Asthma AND upper airway disorder
The most confusing scenario. You have confirmed, medication-responsive asthma, but some of your episodes don't respond to treatment. Your respiratory physician suspects an upper airway component on top of the asthma. We address the laryngeal piece while your medical team manages the asthma piece. We coordinate both sides.
Pricing
Clear pricing, no surprises
In-person · Wellington clinic
Initial assessment
$320
Follow-up sessions
from $240
Telehealth · nationwide
Initial assessment
$260
Follow-up sessions
from $200
Frequently asked
Questions about upper airway therapy
Do I need a referral? +
To effectively work with upper airway conditions we do require a respiratory or ear, nose and throat assessment prior. This rules out other causes and confirms the upper airway involvement before therapy begins.
How is upper airway disorder diagnosed? +
Laryngoscopy by an ENT specialist during symptom provocation is the gold standard. The specialist watches the vocal folds in real time and can see them closing when they should be opening. Pulmonary function tests may show inspiratory flow limitation as a secondary indicator. We work closely with ENT and respiratory physicians to get you an accurate diagnosis, not another round of asthma medications.
How long does treatment take? +
Most patients see real improvement within 2-6 sessions over 4-8 weeks. You'll learn rescue breathing techniques in the first session, something you can use immediately. Athletes and exercise-triggered cases may need additional sessions for sport-specific protocols. Some patients achieve complete resolution. Others develop strong management skills that make episodes rare and short-lived.
Can I continue my asthma medication? +
Yes. If you have confirmed asthma alongside your upper airway disorder, keep taking your prescribed asthma medications. Speech therapy addresses the laryngeal component, the part your inhalers can't reach. We coordinate with your respiratory physician so both conditions are managed together, not separately.
Is telehealth effective for upper airway disorder therapy? +
Yes. We can observe your breathing patterns, demonstrate techniques, and give real-time feedback via video. Many athletes and professionals prefer telehealth because it fits around training and work schedules without travel time. The techniques translate directly. You're practising in the environment where episodes actually happen.
Is upper airway disorder misdiagnosed as anxiety? +
Anxiety can trigger upper airway episodes, and episodes can trigger anxiety. They feed each other. But the laryngeal closure is a physical event. Your vocal folds are literally closing during breathing. Telling someone to 'just relax' doesn't address the mechanism. We teach specific techniques that interrupt the closure pattern. If anxiety management is also needed, we coordinate with psychologists.

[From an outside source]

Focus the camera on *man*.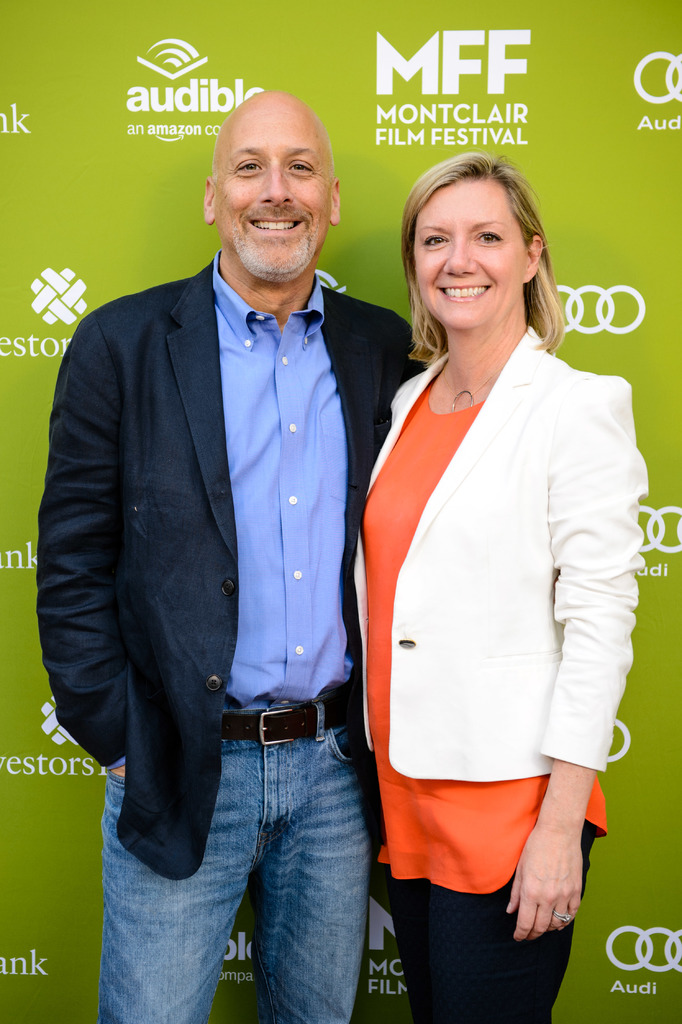
Focus region: rect(36, 92, 426, 1023).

How much does upper airway therapy cost? +
Initial assessment: $207 in-person at our Wellington clinic, $167 via telehealth. Follow-up sessions: in-person $157, telehealth $127. Most patients need 2 to 6 sessions. We provide invoices for insurance claims.
Start with a free conversation
Ready to breathe easier?
Free 15-minute telehealth conversation to talk through what's happening and whether speech therapy is the right next step.